With the drive toward serverless infrastructure, Foreks has been able to do away with many permanent instances. For example, one of its services used to use an Amazon EC2 instance to check for files coming from a data provider, process them, and send the output to another service that connects to clients. Today, it uses a combination of AWS Lambda, AWS Batch, Amazon S3, and Amazon Simple Notification Service (SNS) to perform the same process—only coming online when code needs to be executed. “Moving this service to a serverless architecture on AWS saved us 70 to 75 percent compared to using Amazon EC2,” says Murad Ozsert, software development team lead at Foreks.
In addition, Foreks no longer has racks of physical servers sitting idle during quiet periods. It used to need 30 servers for peak traffic to its mobile services but only two for baseline traffic.
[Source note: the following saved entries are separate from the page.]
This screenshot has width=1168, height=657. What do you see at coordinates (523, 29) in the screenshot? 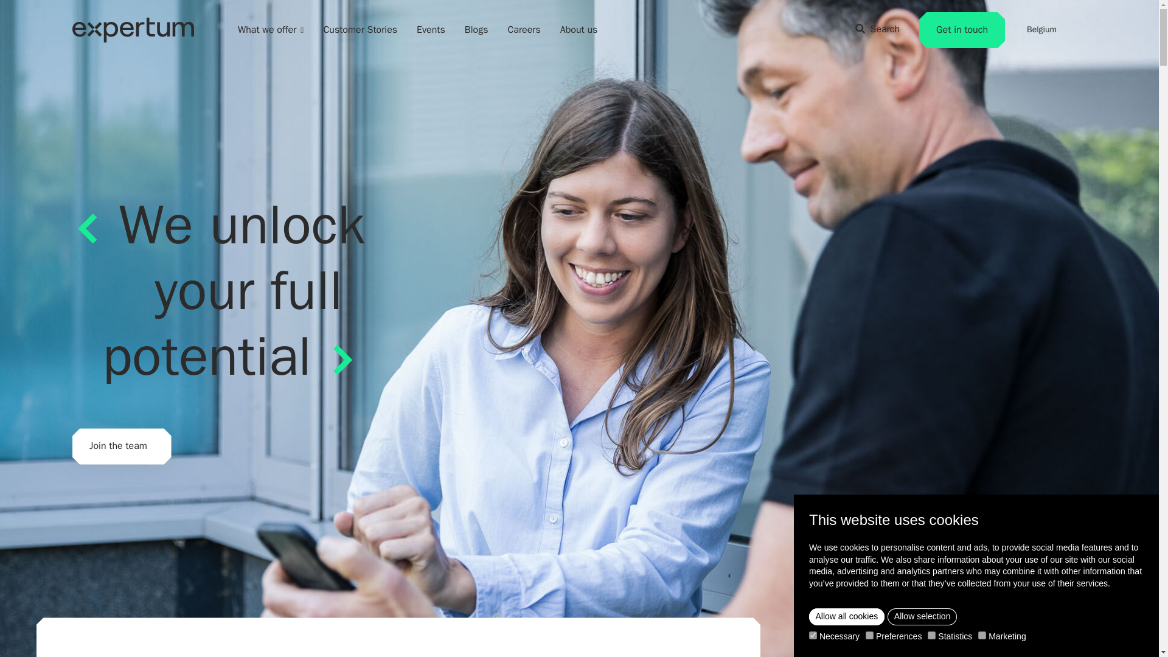
I see `Careers` at bounding box center [523, 29].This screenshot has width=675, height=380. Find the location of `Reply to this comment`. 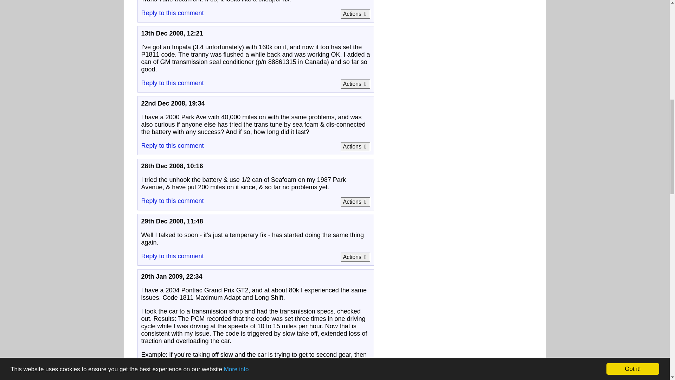

Reply to this comment is located at coordinates (172, 13).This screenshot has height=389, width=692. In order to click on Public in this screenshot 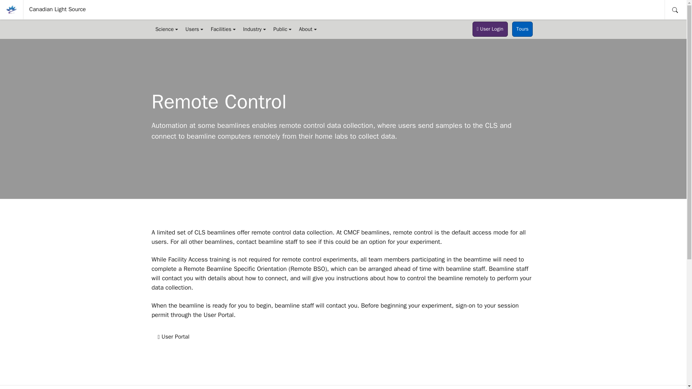, I will do `click(282, 29)`.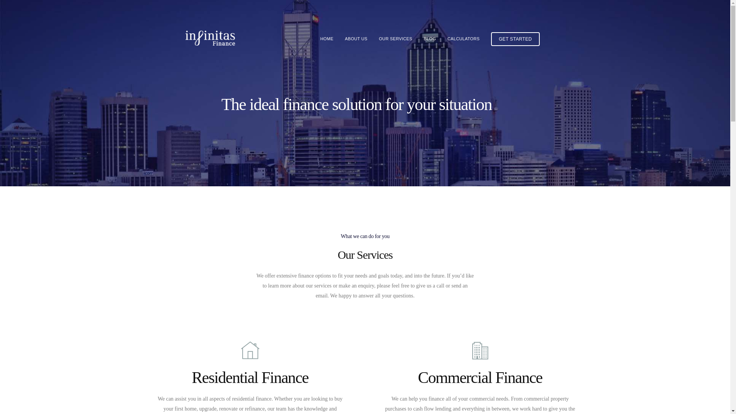 This screenshot has width=736, height=414. Describe the element at coordinates (356, 39) in the screenshot. I see `ABOUT US` at that location.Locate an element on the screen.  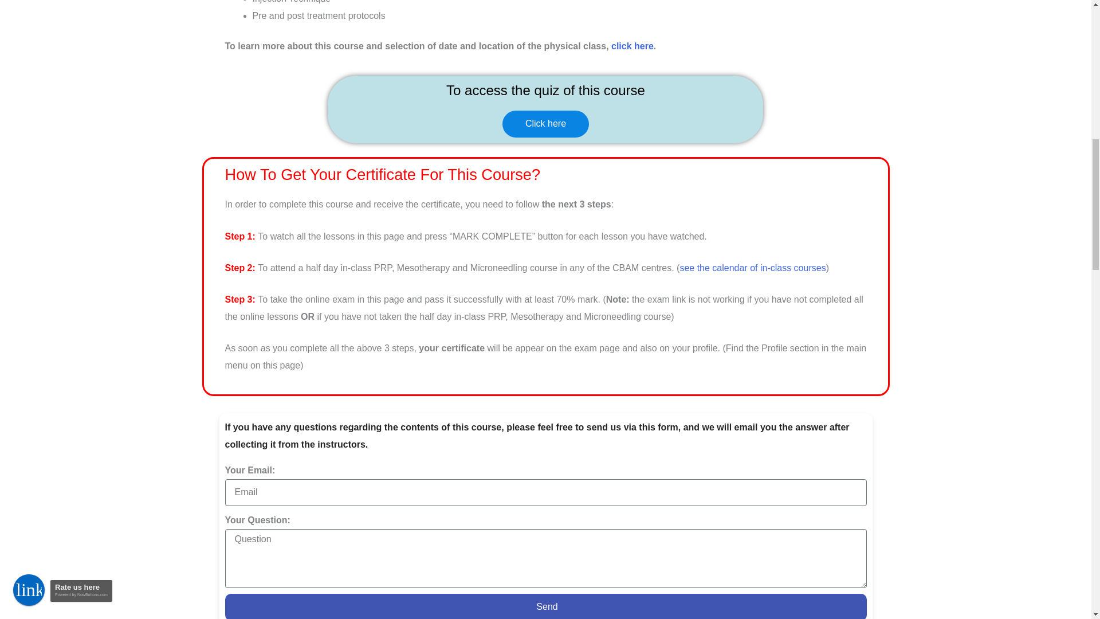
click here is located at coordinates (633, 46).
Now, it can terminate instances or shut down entire compute environments in AWS and use the money saved for innovation.
Coşkuncan is confident that Foreks can deliver data faster to customers by using AWS. “We’re a lot more advanced in our use of the cloud than many competitors,” he says. “We try and keep data in memory rather than in slow relational database services. And, the speed and network stability of AWS help make us the fastest data provider in the ecosystem—at least 50 milliseconds faster than our competitors—which means clients choose us because they can queue orders in their trading systems faster.”
In fact, Foreks’s use of the cloud is so advanced that it has opened a new line of business providing cloud consulting to existing clients in Turkey. “We pride ourselves on our AWS knowledge,” says Coşkuncan. “Our teams have a wide array of certifications, and we specialize in serverless compute environments—especially for use in the financial services industry. Our goal now is to spread that knowledge so others can benefit. Financial services organizations want to work with AWS. We see this as a fantastic opportunity.”